To retrieve change records and entries from the service directory API you can use the getRecords(since), getEntries() and getEntry(name) RPC calls, e.g. like this:

curl --key settings/dev/certs/hd-1.key --cert settings/dev/certs/hd-1.crt --cacert settings/dev/certs/root.crt --resolve sd-1:3322:127.0.0.1 https://sd-1:3322/jsonrpc --header "Content-Type: application/json" --data '{"jsonrpc": "2.0", "method": "getRecords", "params": {"since": 0}}'

Signing Data

The sdh tool includes a sign command that allows us to sign arbitrary JSON data. It uses the signing signatures generated by the make certs Make command.
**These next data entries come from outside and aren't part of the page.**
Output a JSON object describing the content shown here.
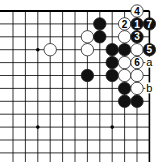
{
  "diagram": {
    "type": "go-board-fragment",
    "corner": "top-right",
    "grid": {
      "columns_x": [
        13,
        25.4,
        37.8,
        50.2,
        62.6,
        75,
        87.4,
        99.8,
        112.2,
        124.6,
        137,
        149.4
      ],
      "rows_y": [
        11,
        23.9,
        36.8,
        49.7,
        62.6,
        75.5,
        88.4,
        101.3,
        114.2,
        127.1,
        140,
        152.9
      ],
      "top_edge": true,
      "right_edge": true,
      "line_color": "#000000",
      "extend_left_to": 0,
      "extend_bottom_to": 162
    },
    "star_points": [
      {
        "col": 2,
        "row": 3
      },
      {
        "col": 2,
        "row": 9
      },
      {
        "col": 8,
        "row": 9
      }
    ],
    "stones": [
      {
        "color": "white",
        "col": 3,
        "row": 3,
        "label": ""
      },
      {
        "color": "white",
        "col": 6,
        "row": 2,
        "label": ""
      },
      {
        "color": "white",
        "col": 6,
        "row": 3,
        "label": ""
      },
      {
        "color": "black",
        "col": 7,
        "row": 1,
        "label": ""
      },
      {
        "color": "black",
        "col": 7,
        "row": 2,
        "label": ""
      },
      {
        "color": "black",
        "col": 6,
        "row": 5,
        "label": ""
      },
      {
        "color": "black",
        "col": 8,
        "row": 3,
        "label": ""
      },
      {
        "color": "black",
        "col": 8,
        "row": 4,
        "label": ""
      },
      {
        "color": "black",
        "col": 8,
        "row": 5,
        "label": ""
      },
      {
        "color": "black",
        "col": 9,
        "row": 3,
        "label": ""
      },
      {
        "color": "white",
        "col": 9,
        "row": 4,
        "label": ""
      },
      {
        "color": "white",
        "col": 9,
        "row": 5,
        "label": ""
      },
      {
        "color": "black",
        "col": 9,
        "row": 6,
        "label": ""
      },
      {
        "color": "black",
        "col": 9,
        "row": 7,
        "label": ""
      },
      {
        "color": "white",
        "col": 9,
        "row": 1,
        "label": "2"
      },
      {
        "color": "white",
        "col": 9,
        "row": 2,
        "label": ""
      },
      {
        "color": "white",
        "col": 10,
        "row": 0,
        "label": "4"
      },
      {
        "color": "black",
        "col": 10,
        "row": 1,
        "label": "1"
      },
      {
        "color": "black",
        "col": 10,
        "row": 2,
        "label": "3"
      },
      {
        "color": "white",
        "col": 10,
        "row": 3,
        "label": ""
      },
      {
        "color": "white",
        "col": 10,
        "row": 4,
        "label": "6"
      },
      {
        "color": "white",
        "col": 10,
        "row": 5,
        "label": ""
      },
      {
        "color": "white",
        "col": 10,
        "row": 6,
        "label": ""
      },
      {
        "color": "black",
        "col": 10,
        "row": 7,
        "label": ""
      },
      {
        "color": "black",
        "col": 11,
        "row": 1,
        "label": "7"
      },
      {
        "color": "black",
        "col": 11,
        "row": 3,
        "label": "5"
      }
    ],
    "point_labels": [
      {
        "col": 11,
        "row": 4,
        "text": "a"
      },
      {
        "col": 11,
        "row": 6,
        "text": "b"
      }
    ],
    "stone_radius": 6.2,
    "colors": {
      "black": "#111111",
      "white": "#ffffff",
      "outline": "#222222"
    }
  }
}
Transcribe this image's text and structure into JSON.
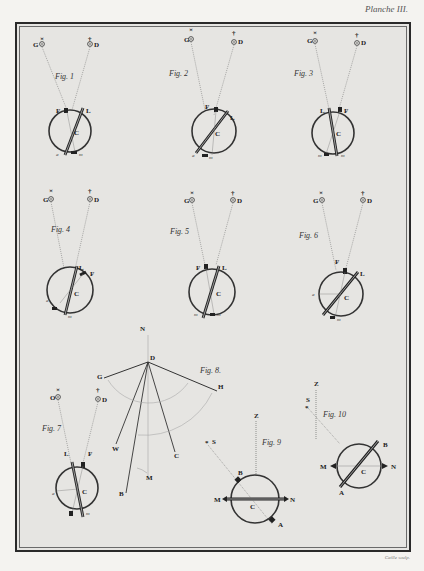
{
  "plate": {
    "title": "Planche III.",
    "engraver": "Caille sculp."
  },
  "figures": [
    {
      "id": "fig1",
      "label": "Fig. 1",
      "left_star": "G",
      "right_star": "D",
      "left_symbol": "×",
      "right_symbol": "†",
      "sight_left": "F",
      "sight_right": "L",
      "center": "C",
      "lower_left": "a",
      "lower_right": "m"
    },
    {
      "id": "fig2",
      "label": "Fig. 2",
      "left_star": "G",
      "right_star": "D",
      "left_symbol": "×",
      "right_symbol": "†",
      "sight_left": "F",
      "sight_right": "L",
      "center": "C",
      "lower_left": "a",
      "lower_right": "m"
    },
    {
      "id": "fig3",
      "label": "Fig. 3",
      "left_star": "G",
      "right_star": "D",
      "left_symbol": "×",
      "right_symbol": "†",
      "sight_left": "L",
      "sight_right": "F",
      "center": "C",
      "lower_left": "m",
      "lower_right": "m"
    },
    {
      "id": "fig4",
      "label": "Fig. 4",
      "left_star": "G",
      "right_star": "D",
      "left_symbol": "×",
      "right_symbol": "†",
      "sight_left": "L",
      "sight_right": "F",
      "center": "C",
      "lower_left": "a",
      "lower_right": "m"
    },
    {
      "id": "fig5",
      "label": "Fig. 5",
      "left_star": "G",
      "right_star": "D",
      "left_symbol": "×",
      "right_symbol": "†",
      "sight_left": "F",
      "sight_right": "L",
      "center": "C",
      "lower_left": "m",
      "lower_right": "m"
    },
    {
      "id": "fig6",
      "label": "Fig. 6",
      "left_star": "G",
      "right_star": "D",
      "left_symbol": "×",
      "right_symbol": "†",
      "sight_left": "F",
      "sight_right": "L",
      "center": "C",
      "lower_left": "a",
      "lower_right": "m"
    },
    {
      "id": "fig7",
      "label": "Fig. 7",
      "left_star": "O",
      "right_star": "D",
      "left_symbol": "×",
      "right_symbol": "†",
      "sight_left": "L",
      "sight_right": "F",
      "center": "C",
      "lower_left": "a",
      "lower_right": "m"
    },
    {
      "id": "fig8",
      "label": "Fig. 8.",
      "points": {
        "N": "N",
        "D": "D",
        "G": "G",
        "H": "H",
        "W": "W",
        "B": "B",
        "M": "M",
        "C": "C"
      }
    },
    {
      "id": "fig9",
      "label": "Fig. 9",
      "points": {
        "Z": "Z",
        "S": "S",
        "B": "B",
        "M": "M",
        "N": "N",
        "C": "C",
        "A": "A"
      }
    },
    {
      "id": "fig10",
      "label": "Fig. 10",
      "points": {
        "Z": "Z",
        "S": "S",
        "B": "B",
        "M": "M",
        "N": "N",
        "C": "C",
        "A": "A"
      }
    }
  ],
  "colors": {
    "paper": "#f4f3f0",
    "plate_bg": "#e6e5e2",
    "ink": "#2a2a2a",
    "arc": "#aaaaaa"
  }
}
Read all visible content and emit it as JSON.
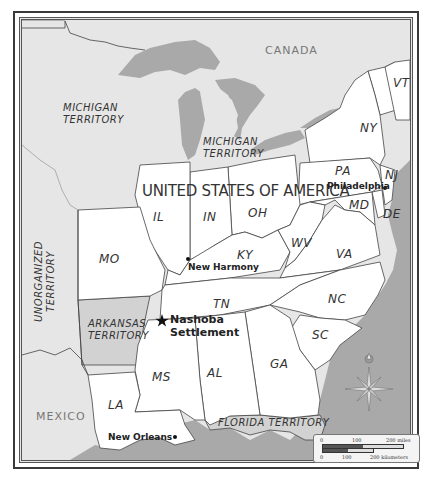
{
  "map": {
    "title": "United States of America",
    "colors": {
      "land_us": "#ffffff",
      "land_foreign": "#e6e6e6",
      "territory_shaded": "#d2d2d2",
      "water": "#a9a9a9",
      "border": "#444444"
    },
    "countries": [
      {
        "id": "canada",
        "label": "CANADA"
      },
      {
        "id": "mexico",
        "label": "MEXICO"
      },
      {
        "id": "usa",
        "label": "UNITED STATES OF AMERICA"
      }
    ],
    "territories": [
      {
        "id": "michigan-territory-west",
        "line1": "MICHIGAN",
        "line2": "TERRITORY"
      },
      {
        "id": "michigan-territory-east",
        "line1": "MICHIGAN",
        "line2": "TERRITORY"
      },
      {
        "id": "unorganized-territory",
        "line1": "UNORGANIZED",
        "line2": "TERRITORY"
      },
      {
        "id": "arkansas-territory",
        "line1": "ARKANSAS",
        "line2": "TERRITORY"
      },
      {
        "id": "florida-territory",
        "line1": "FLORIDA TERRITORY"
      }
    ],
    "states": [
      "VT",
      "NY",
      "PA",
      "NJ",
      "MD",
      "DE",
      "IL",
      "IN",
      "OH",
      "WV",
      "VA",
      "KY",
      "MO",
      "TN",
      "NC",
      "SC",
      "GA",
      "AL",
      "MS",
      "LA"
    ],
    "cities": [
      {
        "id": "philadelphia",
        "label": "Philadelphia",
        "marker": "dot"
      },
      {
        "id": "new-harmony",
        "label": "New Harmony",
        "marker": "dot"
      },
      {
        "id": "nashoba",
        "line1": "Nashoba",
        "line2": "Settlement",
        "marker": "star"
      },
      {
        "id": "new-orleans",
        "label": "New Orleans",
        "marker": "dot"
      }
    ],
    "compass": {
      "icon": "compass-rose-icon"
    },
    "scale_bar": {
      "miles_labels": [
        "0",
        "100",
        "200 miles"
      ],
      "km_labels": [
        "0",
        "100",
        "200 kilometers"
      ]
    }
  }
}
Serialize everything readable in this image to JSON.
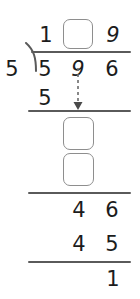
{
  "problem": {
    "type": "long-division-worksheet",
    "divisor": "5",
    "dividend": "596",
    "quotient_digits": [
      "1",
      "",
      "9"
    ],
    "remainder": "1",
    "ink_color": "#1c1c1c",
    "rule_color": "#5a5a5a",
    "box_color": "#8e8e8e"
  },
  "quotient_row": {
    "tens": "1",
    "ones_box_placeholder": "",
    "units": "9"
  },
  "dividend_row": {
    "divisor": "5",
    "d1": "5",
    "d2": "9",
    "d3": "6"
  },
  "step1_row": {
    "value": "5"
  },
  "step2_boxes": {
    "box_upper_placeholder": "",
    "box_lower_placeholder": ""
  },
  "step3_row": {
    "tens": "4",
    "ones": "6"
  },
  "step4_row": {
    "tens": "4",
    "ones": "5"
  },
  "remainder_row": {
    "value": "1"
  },
  "annotations": {
    "bring_down_arrow": "dashed-down-arrow"
  }
}
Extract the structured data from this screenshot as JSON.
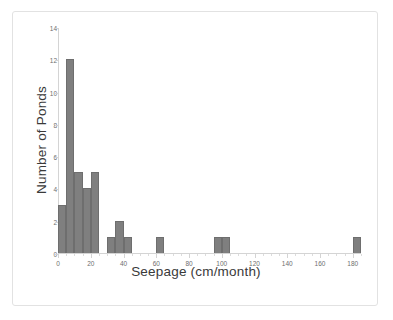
{
  "chart_data": {
    "type": "bar",
    "title": "",
    "xlabel": "Seepage (cm/month)",
    "ylabel": "Number of Ponds",
    "xlim": [
      0,
      185
    ],
    "ylim": [
      0,
      14
    ],
    "bin_width": 5,
    "grid": false,
    "legend": false,
    "bar_color": "#7f7f7f",
    "bar_edge_color": "#6e6e6e",
    "axis_color": "#d4d4d4",
    "tick_label_color": "#6e6e6e",
    "axis_title_color": "#3a3a3a",
    "x_ticks": [
      0,
      20,
      40,
      60,
      80,
      100,
      120,
      140,
      160,
      180
    ],
    "x_tick_labels": [
      "0",
      "20",
      "40",
      "60",
      "80",
      "100",
      "120",
      "140",
      "160",
      "180"
    ],
    "x_minor_tick_step": 5,
    "y_ticks": [
      0,
      2,
      4,
      6,
      8,
      10,
      12,
      14
    ],
    "y_tick_labels": [
      "0",
      "2",
      "4",
      "6",
      "8",
      "10",
      "12",
      "14"
    ],
    "bins": [
      {
        "start": 0,
        "end": 5,
        "count": 3
      },
      {
        "start": 5,
        "end": 10,
        "count": 12
      },
      {
        "start": 10,
        "end": 15,
        "count": 5
      },
      {
        "start": 15,
        "end": 20,
        "count": 4
      },
      {
        "start": 20,
        "end": 25,
        "count": 5
      },
      {
        "start": 30,
        "end": 35,
        "count": 1
      },
      {
        "start": 35,
        "end": 40,
        "count": 2
      },
      {
        "start": 40,
        "end": 45,
        "count": 1
      },
      {
        "start": 60,
        "end": 65,
        "count": 1
      },
      {
        "start": 95,
        "end": 100,
        "count": 1
      },
      {
        "start": 100,
        "end": 105,
        "count": 1
      },
      {
        "start": 180,
        "end": 185,
        "count": 1
      }
    ],
    "categories": [
      "0-5",
      "5-10",
      "10-15",
      "15-20",
      "20-25",
      "30-35",
      "35-40",
      "40-45",
      "60-65",
      "95-100",
      "100-105",
      "180-185"
    ],
    "values": [
      3,
      12,
      5,
      4,
      5,
      1,
      2,
      1,
      1,
      1,
      1,
      1
    ]
  }
}
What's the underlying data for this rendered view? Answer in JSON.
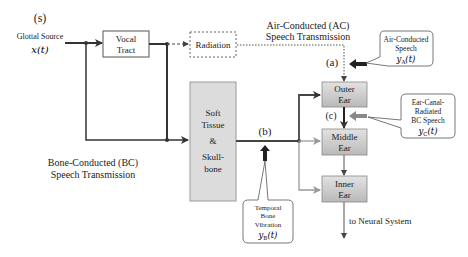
{
  "diagram": {
    "source": {
      "label_marker": "(s)",
      "title": "Glottal Source",
      "signal": "x(t)"
    },
    "blocks": {
      "vocal_tract": [
        "Vocal",
        "Tract"
      ],
      "radiation": "Radiation",
      "soft_tissue": [
        "Soft",
        "Tissue",
        "&",
        "Skull-",
        "bone"
      ],
      "outer_ear": [
        "Outer",
        "Ear"
      ],
      "middle_ear": [
        "Middle",
        "Ear"
      ],
      "inner_ear": [
        "Inner",
        "Ear"
      ]
    },
    "paths": {
      "air_conducted": [
        "Air-Conducted (AC)",
        "Speech Transmission"
      ],
      "bone_conducted": [
        "Bone-Conducted (BC)",
        "Speech Transmission"
      ],
      "output": "to Neural System"
    },
    "points": {
      "a": "(a)",
      "b": "(b)",
      "c": "(c)"
    },
    "callouts": {
      "air_conducted_speech": {
        "lines": [
          "Air-Conducted",
          "Speech"
        ],
        "signal": "y_A(t)",
        "signal_base": "y",
        "signal_sub": "A",
        "signal_arg": "(t)"
      },
      "ear_canal_bc": {
        "lines": [
          "Ear-Canal-",
          "Radiated",
          "BC Speech"
        ],
        "signal_base": "y",
        "signal_sub": "C",
        "signal_arg": "(t)"
      },
      "temporal_bone": {
        "lines": [
          "Temporal",
          "Bone",
          "Vibration"
        ],
        "signal_base": "y",
        "signal_sub": "B",
        "signal_arg": "(t)"
      }
    },
    "colors": {
      "line_dark": "#333333",
      "line_gray": "#999999",
      "box_fill": "#d6d6d6",
      "ear_box_fill": "#c8c8c8",
      "probe_arrow": "#444444",
      "probe_arrow_gray": "#888888"
    }
  }
}
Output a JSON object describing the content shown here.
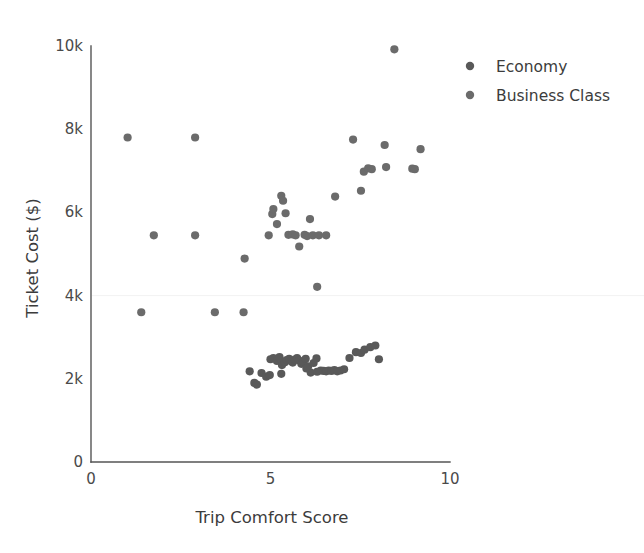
{
  "chart_data": {
    "type": "scatter",
    "title": "",
    "xlabel": "Trip Comfort Score",
    "ylabel": "Ticket Cost ($)",
    "xlim": [
      0,
      10.6
    ],
    "ylim": [
      0,
      10000
    ],
    "xticks": [
      0,
      5,
      10
    ],
    "xticklabels": [
      "0",
      "5",
      "10"
    ],
    "yticks": [
      0,
      2000,
      4000,
      6000,
      8000,
      10000
    ],
    "yticklabels": [
      "0",
      "2k",
      "4k",
      "6k",
      "8k",
      "10k"
    ],
    "grid": "faint-horizontal-at-4k",
    "legend_position": "upper-right-outside",
    "marker_size": 7,
    "series": [
      {
        "name": "Economy",
        "color": "#595959",
        "points": [
          [
            4.42,
            2180
          ],
          [
            4.55,
            1900
          ],
          [
            4.62,
            1860
          ],
          [
            4.75,
            2140
          ],
          [
            4.88,
            2050
          ],
          [
            5.0,
            2470
          ],
          [
            5.08,
            2500
          ],
          [
            5.18,
            2430
          ],
          [
            5.25,
            2520
          ],
          [
            5.32,
            2330
          ],
          [
            5.4,
            2400
          ],
          [
            5.45,
            2450
          ],
          [
            5.52,
            2480
          ],
          [
            5.58,
            2420
          ],
          [
            5.62,
            2390
          ],
          [
            5.68,
            2460
          ],
          [
            5.74,
            2500
          ],
          [
            5.8,
            2440
          ],
          [
            5.86,
            2360
          ],
          [
            5.92,
            2410
          ],
          [
            5.98,
            2480
          ],
          [
            6.05,
            2300
          ],
          [
            6.12,
            2150
          ],
          [
            6.2,
            2380
          ],
          [
            6.28,
            2490
          ],
          [
            6.4,
            2200
          ],
          [
            6.48,
            2190
          ],
          [
            6.55,
            2180
          ],
          [
            6.62,
            2200
          ],
          [
            6.7,
            2190
          ],
          [
            6.78,
            2210
          ],
          [
            6.86,
            2180
          ],
          [
            6.95,
            2200
          ],
          [
            7.05,
            2230
          ],
          [
            7.2,
            2500
          ],
          [
            7.38,
            2640
          ],
          [
            7.52,
            2620
          ],
          [
            7.62,
            2700
          ],
          [
            7.78,
            2760
          ],
          [
            7.92,
            2800
          ],
          [
            8.02,
            2470
          ],
          [
            6.3,
            2170
          ],
          [
            6.0,
            2250
          ],
          [
            5.3,
            2120
          ],
          [
            4.98,
            2090
          ]
        ]
      },
      {
        "name": "Business Class",
        "color": "#6b6b6b",
        "points": [
          [
            1.02,
            7800
          ],
          [
            2.9,
            7800
          ],
          [
            1.4,
            3600
          ],
          [
            1.75,
            5450
          ],
          [
            2.9,
            5450
          ],
          [
            3.45,
            3600
          ],
          [
            4.25,
            3600
          ],
          [
            4.28,
            4890
          ],
          [
            4.95,
            5450
          ],
          [
            5.05,
            5960
          ],
          [
            5.08,
            6080
          ],
          [
            5.18,
            5720
          ],
          [
            5.3,
            6400
          ],
          [
            5.35,
            6280
          ],
          [
            5.42,
            5980
          ],
          [
            5.5,
            5460
          ],
          [
            5.62,
            5470
          ],
          [
            5.7,
            5450
          ],
          [
            5.8,
            5180
          ],
          [
            5.95,
            5460
          ],
          [
            6.02,
            5430
          ],
          [
            6.1,
            5840
          ],
          [
            6.18,
            5450
          ],
          [
            6.35,
            5450
          ],
          [
            6.55,
            5450
          ],
          [
            6.3,
            4210
          ],
          [
            6.8,
            6380
          ],
          [
            7.3,
            7750
          ],
          [
            7.52,
            6520
          ],
          [
            7.6,
            6980
          ],
          [
            7.72,
            7060
          ],
          [
            7.82,
            7040
          ],
          [
            8.18,
            7620
          ],
          [
            8.22,
            7090
          ],
          [
            8.45,
            9920
          ],
          [
            8.95,
            7050
          ],
          [
            9.02,
            7040
          ],
          [
            9.18,
            7520
          ]
        ]
      }
    ]
  },
  "legend": {
    "items": [
      {
        "label": "Economy",
        "color": "#595959"
      },
      {
        "label": "Business Class",
        "color": "#6b6b6b"
      }
    ]
  },
  "axes": {
    "x_title": "Trip Comfort Score",
    "y_title": "Ticket Cost ($)",
    "x_tick_labels": [
      "0",
      "5",
      "10"
    ],
    "y_tick_labels": [
      "0",
      "2k",
      "4k",
      "6k",
      "8k",
      "10k"
    ]
  }
}
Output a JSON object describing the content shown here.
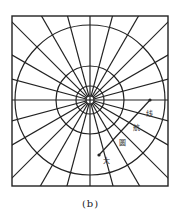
{
  "figure": {
    "caption": "(b)",
    "frame": {
      "x": 12,
      "y": 16,
      "width": 156,
      "height": 170
    },
    "center": {
      "x": 90,
      "y": 100
    },
    "parallel_radii": [
      4,
      14,
      34,
      75
    ],
    "meridian_count": 24,
    "meridian_step_deg": 15,
    "great_circle_route": {
      "label": "大圆航线",
      "characters": [
        "大",
        "圆",
        "航",
        "线"
      ],
      "start": {
        "x": 150,
        "y": 100
      },
      "end": {
        "x": 99,
        "y": 155
      }
    },
    "line_color": "#222222"
  }
}
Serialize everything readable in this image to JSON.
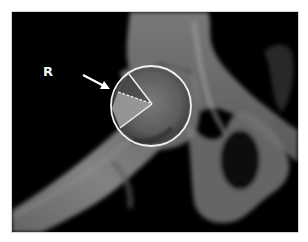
{
  "image": {
    "type": "pelvic radiograph (hip joint, AP view)",
    "side_marker": "R",
    "annotations": {
      "arrow": {
        "direction": "down-right",
        "points_to": "femoral head lateral edge",
        "color": "#ffffff"
      },
      "circle": {
        "label": "femoral head outline",
        "cx": 139,
        "cy": 94,
        "r": 40,
        "stroke": "#f0f0f0"
      },
      "angle": {
        "vertex": [
          140,
          92
        ],
        "upper_ray_end": [
          117,
          62
        ],
        "lower_ray_end": [
          108,
          116
        ],
        "dashed_ray_start": [
          106,
          80
        ],
        "shaded_region_fill": "#9a9a9a"
      }
    },
    "colors": {
      "background": "#000000",
      "bone": "#8c8c8c",
      "bone_bright": "#b0b0b0",
      "annotation": "#f0f0f0",
      "page": "#ffffff"
    }
  }
}
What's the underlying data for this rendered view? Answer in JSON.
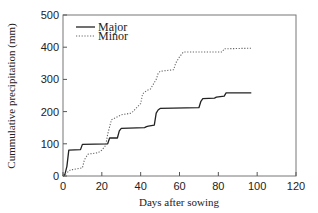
{
  "chart_data": {
    "type": "line",
    "title": "",
    "xlabel": "Days after sowing",
    "ylabel": "Cummulative precipitation (mm)",
    "xlim": [
      0,
      120
    ],
    "ylim": [
      0,
      500
    ],
    "xticks": [
      0,
      20,
      40,
      60,
      80,
      100,
      120
    ],
    "yticks": [
      0,
      100,
      200,
      300,
      400,
      500
    ],
    "grid": false,
    "legend_position": "upper left",
    "series": [
      {
        "name": "Major",
        "style": "solid",
        "color": "#222222",
        "x": [
          0,
          1,
          2,
          3,
          9,
          10,
          23,
          24,
          28,
          29,
          30,
          42,
          43,
          44,
          47,
          48,
          49,
          50,
          70,
          71,
          72,
          78,
          79,
          83,
          84,
          97
        ],
        "y": [
          0,
          5,
          30,
          80,
          82,
          98,
          100,
          118,
          118,
          140,
          148,
          150,
          153,
          155,
          158,
          195,
          205,
          210,
          212,
          232,
          240,
          242,
          245,
          248,
          258,
          258
        ]
      },
      {
        "name": "Minor",
        "style": "dotted",
        "color": "#666666",
        "x": [
          0,
          2,
          4,
          5,
          10,
          11,
          12,
          13,
          18,
          20,
          22,
          23,
          25,
          30,
          35,
          36,
          40,
          41,
          43,
          45,
          47,
          48,
          49,
          50,
          57,
          58,
          60,
          62,
          82,
          83,
          97
        ],
        "y": [
          0,
          10,
          20,
          20,
          25,
          50,
          60,
          68,
          72,
          80,
          95,
          130,
          175,
          190,
          195,
          200,
          225,
          255,
          265,
          270,
          290,
          300,
          318,
          325,
          330,
          350,
          370,
          385,
          385,
          395,
          397
        ]
      }
    ]
  }
}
For example, to sign a JSON file, simply use

# define the SD settings
export SD_SETTINGS=settings/dev/roles/private-proxy-1/sdh

#sign a service directory entry
sdh sign settings/dev/roles/private-proxy-1/sdh/entry.json

The output should e.g. look like this:

{
  "signature": {
    "r": "67488385997031737348502334621054744305438368369525250023542608571625588981387",
    "s": "110557266089828975725234959115295121652814407881082688883738138814924173982570",
    "c": "-----BEGIN CERTIFICATE-----\nMIIC1TCCAb2gAwIBAgIUe3+081Bi4Z0DXDdeBhfZZOAs4OwwDQYJKoZIhvcNAQEL\nBQAwaTELMAkGA1UEBhMCREUxDzANBgNVBAgMBkJlcmxpbjEPMA0GA1UEBwwGQmVy\nbGluMQ0wCwYDVQQKDARJUklTMQswCQYDVQQLDAJJVDEcMBoGA1UEAwwTVGVzdGlu\nZy1EZXZlbG9wbWVudDAeFw0yMTA1MTExMTMzNDBaFw0yMjA5MjMxMTMzNDBaMGUx\nCzAJBgNVBAYTAkRFMQ8wDQYDVQQIDAZCZXJsaW4xDzANBgNVBAcMBkJlcmxpbjEN\nMAsGA1UECgwESVJJUzELMAkGA1UECwwCSVQxGDAWBgNVBAMMD3ByaXZhdGUtcHJv\neHktMTBZMBMGByqGSM49AgEGCCqGSM49AwEHA0IABLHlILI5POvEDJc96W0dbag7\nFt8BVmitGqwS5jarYRwOUe/PiQ8tMBkMw9X/2U8G1qGYQb/CiRDh1DDy/Eh/mGKj\nRDBCMDMGA1UdEQQsMCqCD3ByaXZhdGUtcHJveHktMYIXKi5wcml2YXRlLXByb3h5\nLTEubG9jYWwwCwYDVR0PBAQDAgeAMA0GCSqGSIb3DQEBCwUAA4IBAQAmUESzD1ls\nmpECtRlinhiUduif9nVddtLeW/Ui86PHkS50vjSOVHY7ZHrfWbFB4/p4bwm8Sp1/\npFHx4WyuHiow5Ah3HV9afDcgyWBd1V8ijIFOlNF27u/caVsa9gV7iDVJ+6mBXKkf\nCgNI2bA2WoOVXQMwRoow4vSYrVAdM/Eyq8PHYOHkGqdd4uASG5df4vE+gnB2z9WD\nFuxkVYkncVP5OB+N7EAkQrVjrITdiSN0yYAVWFKz1IEnPF7GRW6KsPHW9lJeePeD\n1gLNh2KF6drrXT2PIIYVB31uepSoCqFnUUDcC/PX0qHu8jilvr/pTzhFUWbuX+Ja\nfaIRxqWB0frZ\n-----END CERTIFICATE-----\n"
  },
  "data": {
    "foo": "bar",
    "name": "private-proxy-1"
  }
}

Before importing such data, we can check the signature using the verify command (you need to specify the expected name of the signer):

export SD_SETTINGS=settings/dev/roles/sd-1/sdh
sdh verify signed.json private-proxy-1

If the signature is valid the exit code will be 0, otherwise 1.